Reserves, RRP and The Libor Squeeze?

Following up on Libor Squeeze? and Libor and Reserves?...  
"How many people say that the Fed is supplying treasury's (safe-assets or liquidity) when conducting RRPs?  That's a reserve draining operation... RRs are not liquidity reserves (unlike the E-$ market)." - Salmo Trutta
Normally and historically the statement above is correct. These days, things being what they are, nothing is NORMAL, and things are not what they seem, and that could be the whole point.

Nobody is using UNSECURED viz FF and interbank lending, meanwhile LIBOR has been screaming to the upside.


With unsecured interbank lending (Fed Funds) dead, this worthy missive does not comment as to why LIBOR is screaming.


A potential explanation follows. Please bare with me as the following may sound counter intuitive...


Institutions parking funds at the Fed are tapping their "reserves" or "deposits" for quarter end turn premium. 


Limited only by how much "reserves" they have parked at the Fed (JP Morgan is the king),  controlled by collecting IOER (upper bound) and repo rates (lower bound).


Only Treasury securities (approx $2T held by the FED), are available for this purpose, NOT agency, MBS or any T security already involved in a term RRP (no rehypothecation there.)


An overnight RRP transaction shifts some of the liabilities on the Federal Reserve’s balance sheet from deposits held by depository institutions (also known as bank reserves), to reverse repos while the trade is outstanding.


In the process, the participants "deposits" or reserves get drawn down, viz CASH balances at the Fed rise, and systemic CASH liquidity for others gets scarce?  


Thus, the cost of borrowing in CP, CD or Libor (Euro Dollar) jumps and becomes prohibitive unless one is desperate. It's like shooting fish in a barrel...


Is this why we have seen quarter end spikes in REPO? Those Fed ONRRP Treasury securities are being parlayed by the participants (it's a club and you ain't F-ing in it) into quarter turn premium?  


Thus, in a very perverse way, making O/N RRP (overnight reverse repo) at the Fed the defacto liquidity reserves?  


Moving forward, as excess reserves and Fed book continue to shrink, how does this affect systemic liquidity?


Speaking of turn and LIBOR premiums, did anyone notice the Fed proposed SOFR an alternative to LIBOR?  FOMC announced SOFR in AUGUST 2017 with two other proposed rates, and finalized on Dec 8th, 2017


Quarter end is coming and there's more than meets the eye, so TNN needs to dig deeper.  More to come in A SOFR Squeeze? , stay tuned, no flippin.

Comments

Salmo Trutta said…
https://www.zerohedge.com/news/2018-06-24/bis-confirms-banks-use-lehman-stryle-trick-disguise-debt-engage-window-dressing

BIS Confirms Banks Use "Lehman-Style Trick" To Disguise Debt, Engage In "Window Dressing"
Mr. Naybob said…
Salmo - Repo allows banks to deflate balance sheets at reporting time, hence the window dressing, underestimated leverage ratio, diminished prudential usefulness for such, and the Q End ruck for liquidity.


- **What this task involves**
Every single line below has to be printed once more, exactly.

- **Data provided**

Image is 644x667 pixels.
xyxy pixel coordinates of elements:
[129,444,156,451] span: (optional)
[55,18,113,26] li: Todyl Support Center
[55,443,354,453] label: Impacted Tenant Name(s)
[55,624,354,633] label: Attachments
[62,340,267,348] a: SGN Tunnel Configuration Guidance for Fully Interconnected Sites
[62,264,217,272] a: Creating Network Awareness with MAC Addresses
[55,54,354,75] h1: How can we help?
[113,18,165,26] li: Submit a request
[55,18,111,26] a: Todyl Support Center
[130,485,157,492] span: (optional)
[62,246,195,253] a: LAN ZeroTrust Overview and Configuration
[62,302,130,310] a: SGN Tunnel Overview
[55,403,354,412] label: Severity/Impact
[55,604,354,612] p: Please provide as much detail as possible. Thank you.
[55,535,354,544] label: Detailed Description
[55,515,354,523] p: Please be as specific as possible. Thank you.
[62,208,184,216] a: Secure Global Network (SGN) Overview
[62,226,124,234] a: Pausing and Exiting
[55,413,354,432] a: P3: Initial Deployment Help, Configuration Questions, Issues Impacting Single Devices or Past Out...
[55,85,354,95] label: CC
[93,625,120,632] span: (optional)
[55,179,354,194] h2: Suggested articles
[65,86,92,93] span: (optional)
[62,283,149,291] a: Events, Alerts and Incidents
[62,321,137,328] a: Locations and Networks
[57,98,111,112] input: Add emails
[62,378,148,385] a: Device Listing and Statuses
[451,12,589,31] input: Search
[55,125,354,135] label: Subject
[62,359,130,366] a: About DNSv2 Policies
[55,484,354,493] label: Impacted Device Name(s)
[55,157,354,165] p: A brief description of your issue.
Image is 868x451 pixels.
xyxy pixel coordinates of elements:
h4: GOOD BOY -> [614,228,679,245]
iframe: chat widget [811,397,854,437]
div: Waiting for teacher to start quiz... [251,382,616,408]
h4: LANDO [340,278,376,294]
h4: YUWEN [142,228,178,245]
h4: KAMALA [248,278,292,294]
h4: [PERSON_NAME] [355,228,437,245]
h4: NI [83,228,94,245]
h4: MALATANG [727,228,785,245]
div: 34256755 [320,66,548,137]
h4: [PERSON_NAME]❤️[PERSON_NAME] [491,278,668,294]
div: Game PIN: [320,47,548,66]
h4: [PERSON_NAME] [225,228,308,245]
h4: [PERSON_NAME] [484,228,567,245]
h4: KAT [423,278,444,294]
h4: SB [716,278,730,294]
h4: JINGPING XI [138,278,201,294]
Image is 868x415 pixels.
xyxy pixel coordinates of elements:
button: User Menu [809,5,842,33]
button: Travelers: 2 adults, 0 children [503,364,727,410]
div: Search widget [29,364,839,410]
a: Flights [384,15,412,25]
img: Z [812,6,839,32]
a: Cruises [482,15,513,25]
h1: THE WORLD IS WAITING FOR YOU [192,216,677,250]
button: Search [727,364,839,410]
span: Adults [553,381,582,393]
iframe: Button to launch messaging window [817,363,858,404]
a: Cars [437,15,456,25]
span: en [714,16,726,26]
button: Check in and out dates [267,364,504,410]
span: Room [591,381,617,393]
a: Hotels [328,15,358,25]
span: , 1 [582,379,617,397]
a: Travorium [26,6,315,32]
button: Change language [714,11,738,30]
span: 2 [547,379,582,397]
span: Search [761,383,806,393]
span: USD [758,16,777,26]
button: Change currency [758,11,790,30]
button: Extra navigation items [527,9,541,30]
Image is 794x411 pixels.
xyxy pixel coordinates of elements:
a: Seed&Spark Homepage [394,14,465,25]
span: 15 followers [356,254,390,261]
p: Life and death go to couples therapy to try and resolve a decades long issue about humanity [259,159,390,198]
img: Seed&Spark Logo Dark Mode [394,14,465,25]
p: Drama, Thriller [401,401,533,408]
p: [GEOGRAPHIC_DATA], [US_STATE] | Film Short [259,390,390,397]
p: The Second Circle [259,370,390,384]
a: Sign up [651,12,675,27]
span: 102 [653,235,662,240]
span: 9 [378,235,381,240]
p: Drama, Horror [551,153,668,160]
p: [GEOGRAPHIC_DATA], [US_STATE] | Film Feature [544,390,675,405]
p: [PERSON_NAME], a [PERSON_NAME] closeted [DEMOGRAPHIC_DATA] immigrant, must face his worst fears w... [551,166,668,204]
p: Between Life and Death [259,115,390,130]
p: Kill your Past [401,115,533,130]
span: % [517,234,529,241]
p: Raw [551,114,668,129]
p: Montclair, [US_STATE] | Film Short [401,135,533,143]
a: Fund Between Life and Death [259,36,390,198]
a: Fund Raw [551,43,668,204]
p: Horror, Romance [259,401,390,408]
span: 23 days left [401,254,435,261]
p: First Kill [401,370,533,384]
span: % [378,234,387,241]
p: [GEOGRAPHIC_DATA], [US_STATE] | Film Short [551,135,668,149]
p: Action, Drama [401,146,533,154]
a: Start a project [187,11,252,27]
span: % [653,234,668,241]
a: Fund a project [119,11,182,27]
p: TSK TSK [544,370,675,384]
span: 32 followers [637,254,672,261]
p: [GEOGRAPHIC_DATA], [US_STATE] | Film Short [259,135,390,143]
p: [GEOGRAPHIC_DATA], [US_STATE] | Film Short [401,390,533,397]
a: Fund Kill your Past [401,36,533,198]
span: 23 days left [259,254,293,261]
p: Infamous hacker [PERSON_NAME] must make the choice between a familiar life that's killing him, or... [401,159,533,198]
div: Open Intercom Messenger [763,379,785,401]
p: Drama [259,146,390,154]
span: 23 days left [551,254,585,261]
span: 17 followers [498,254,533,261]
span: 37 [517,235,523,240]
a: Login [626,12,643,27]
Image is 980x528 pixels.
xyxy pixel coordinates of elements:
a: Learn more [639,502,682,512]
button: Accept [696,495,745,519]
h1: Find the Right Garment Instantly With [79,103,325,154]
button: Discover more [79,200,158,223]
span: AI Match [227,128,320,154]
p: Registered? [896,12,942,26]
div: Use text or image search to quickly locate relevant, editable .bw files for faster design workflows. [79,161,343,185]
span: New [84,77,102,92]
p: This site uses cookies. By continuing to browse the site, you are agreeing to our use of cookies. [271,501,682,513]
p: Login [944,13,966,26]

- **Answer to this task**
Image is 644x667 pixels.
xyxy pixel coordinates of elements:
[129,444,156,451] span: (optional)
[55,18,113,26] li: Todyl Support Center
[55,443,354,453] label: Impacted Tenant Name(s)
[55,624,354,633] label: Attachments
[62,340,267,348] a: SGN Tunnel Configuration Guidance for Fully Interconnected Sites
[62,264,217,272] a: Creating Network Awareness with MAC Addresses
[55,54,354,75] h1: How can we help?
[113,18,165,26] li: Submit a request
[55,18,111,26] a: Todyl Support Center
[130,485,157,492] span: (optional)
[62,246,195,253] a: LAN ZeroTrust Overview and Configuration
[62,302,130,310] a: SGN Tunnel Overview
[55,403,354,412] label: Severity/Impact
[55,604,354,612] p: Please provide as much detail as possible. Thank you.
[55,535,354,544] label: Detailed Description
[55,515,354,523] p: Please be as specific as possible. Thank you.
[62,208,184,216] a: Secure Global Network (SGN) Overview
[62,226,124,234] a: Pausing and Exiting
[55,413,354,432] a: P3: Initial Deployment Help, Configuration Questions, Issues Impacting Single Devices or Past Out...
[55,85,354,95] label: CC
[93,625,120,632] span: (optional)
[55,179,354,194] h2: Suggested articles
[65,86,92,93] span: (optional)
[62,283,149,291] a: Events, Alerts and Incidents
[62,321,137,328] a: Locations and Networks
[57,98,111,112] input: Add emails
[62,378,148,385] a: Device Listing and Statuses
[451,12,589,31] input: Search
[55,125,354,135] label: Subject
[62,359,130,366] a: About DNSv2 Policies
[55,484,354,493] label: Impacted Device Name(s)
[55,157,354,165] p: A brief description of your issue.
Image is 868x451 pixels.
xyxy pixel coordinates of elements:
h4: GOOD BOY -> [614,228,679,245]
iframe: chat widget [811,397,854,437]
div: Waiting for teacher to start quiz... [251,382,616,408]
h4: LANDO [340,278,376,294]
h4: YUWEN [142,228,178,245]
h4: KAMALA [248,278,292,294]
h4: [PERSON_NAME] [355,228,437,245]
h4: NI [83,228,94,245]
h4: MALATANG [727,228,785,245]
div: 34256755 [320,66,548,137]
h4: [PERSON_NAME]❤️[PERSON_NAME] [491,278,668,294]
div: Game PIN: [320,47,548,66]
h4: [PERSON_NAME] [225,228,308,245]
h4: [PERSON_NAME] [484,228,567,245]
h4: KAT [423,278,444,294]
h4: SB [716,278,730,294]
h4: JINGPING XI [138,278,201,294]
Image is 868x415 pixels.
xyxy pixel coordinates of elements:
button: User Menu [809,5,842,33]
button: Travelers: 2 adults, 0 children [503,364,727,410]
div: Search widget [29,364,839,410]
a: Flights [384,15,412,25]
img: Z [812,6,839,32]
a: Cruises [482,15,513,25]
h1: THE WORLD IS WAITING FOR YOU [192,216,677,250]
button: Search [727,364,839,410]
span: Adults [553,381,582,393]
iframe: Button to launch messaging window [817,363,858,404]
a: Cars [437,15,456,25]
span: en [714,16,726,26]
button: Check in and out dates [267,364,504,410]
span: Room [591,381,617,393]
a: Hotels [328,15,358,25]
span: , 1 [582,379,617,397]
a: Travorium [26,6,315,32]
button: Change language [714,11,738,30]
span: 2 [547,379,582,397]
span: Search [761,383,806,393]
span: USD [758,16,777,26]
button: Change currency [758,11,790,30]
button: Extra navigation items [527,9,541,30]
Image is 794x411 pixels.
xyxy pixel coordinates of elements:
a: Seed&Spark Homepage [394,14,465,25]
span: 15 followers [356,254,390,261]
p: Life and death go to couples therapy to try and resolve a decades long issue about humanity [259,159,390,198]
img: Seed&Spark Logo Dark Mode [394,14,465,25]
p: Drama, Thriller [401,401,533,408]
p: [GEOGRAPHIC_DATA], [US_STATE] | Film Short [259,390,390,397]
p: The Second Circle [259,370,390,384]
a: Sign up [651,12,675,27]
span: 102 [653,235,662,240]
span: 9 [378,235,381,240]
p: Drama, Horror [551,153,668,160]
p: [GEOGRAPHIC_DATA], [US_STATE] | Film Feature [544,390,675,405]
p: [PERSON_NAME], a [PERSON_NAME] closeted [DEMOGRAPHIC_DATA] immigrant, must face his worst fears w... [551,166,668,204]
p: Between Life and Death [259,115,390,130]
p: Kill your Past [401,115,533,130]
span: % [517,234,529,241]
p: Raw [551,114,668,129]
p: Montclair, [US_STATE] | Film Short [401,135,533,143]
a: Fund Between Life and Death [259,36,390,198]
a: Fund Raw [551,43,668,204]
p: Horror, Romance [259,401,390,408]
span: 23 days left [401,254,435,261]
p: First Kill [401,370,533,384]
span: % [378,234,387,241]
p: [GEOGRAPHIC_DATA], [US_STATE] | Film Short [551,135,668,149]
p: Action, Drama [401,146,533,154]
a: Start a project [187,11,252,27]
span: % [653,234,668,241]
a: Fund a project [119,11,182,27]
p: TSK TSK [544,370,675,384]
span: 32 followers [637,254,672,261]
p: [GEOGRAPHIC_DATA], [US_STATE] | Film Short [259,135,390,143]
p: [GEOGRAPHIC_DATA], [US_STATE] | Film Short [401,390,533,397]
a: Fund Kill your Past [401,36,533,198]
span: 23 days left [259,254,293,261]
p: Infamous hacker [PERSON_NAME] must make the choice between a familiar life that's killing him, or... [401,159,533,198]
div: Open Intercom Messenger [763,379,785,401]
p: Drama [259,146,390,154]
span: 23 days left [551,254,585,261]
span: 17 followers [498,254,533,261]
span: 37 [517,235,523,240]
a: Login [626,12,643,27]
Image is 980x528 pixels.
xyxy pixel coordinates of elements:
a: Learn more [639,502,682,512]
button: Accept [696,495,745,519]
h1: Find the Right Garment Instantly With [79,103,325,154]
button: Discover more [79,200,158,223]
span: AI Match [227,128,320,154]
p: Registered? [896,12,942,26]
div: Use text or image search to quickly locate relevant, editable .bw files for faster design workflows. [79,161,343,185]
span: New [84,77,102,92]
p: This site uses cookies. By continuing to browse the site, you are agreeing to our use of cookies. [271,501,682,513]
p: Login [944,13,966,26]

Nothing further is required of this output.